An Observer, Telegraph, TLS, Guardian, Scotsman, New Statesman, Financial Times and Irish Times Book of the Year
Shortlisted for the T.S. Eliot Prize
Shortlisted for the PEN Heaney Prize


Wellwater demonstrates a poet writing at the height of her powers. In poems that are supple, philosophical, bracingly honest and ribbed with erudition, Wellwater conducts a self-interrogative conversation with a culture in crisis and a natural world on the brink. Thresholds abound, ‘doors between dimensions’ where past selves or lost loved ones speak to us ‘death is not Saskatchewan’ shrugs one encountered soul, ‘we don’t all know each other in this place’.

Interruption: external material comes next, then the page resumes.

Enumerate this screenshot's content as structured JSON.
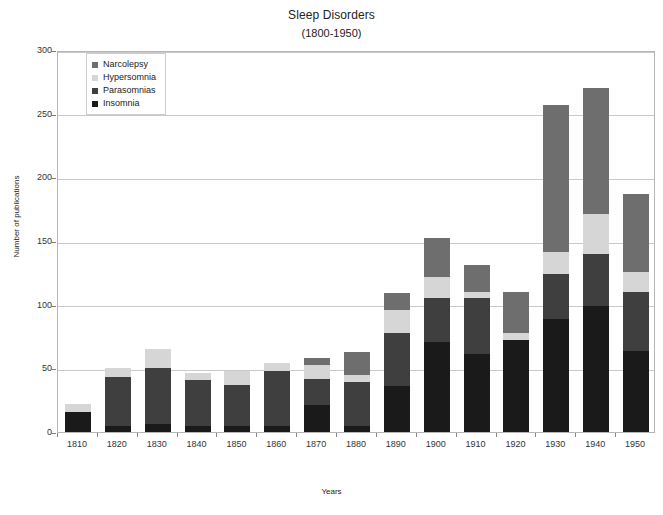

Solie excels as a laureate of the transitory, of ‘baffling flats . . . tiny museums of illegalities’, motel rooms exuding a ‘low hum of menace’. Her roving, syntactically elegant poems will often resolve in disarming directness, a precise admission of the emotional stakes. Karen Solie is increasingly recognised as one of the essential voices in world poetry. Wellwater will delight those already in the know, while new readers of her work will be astonished.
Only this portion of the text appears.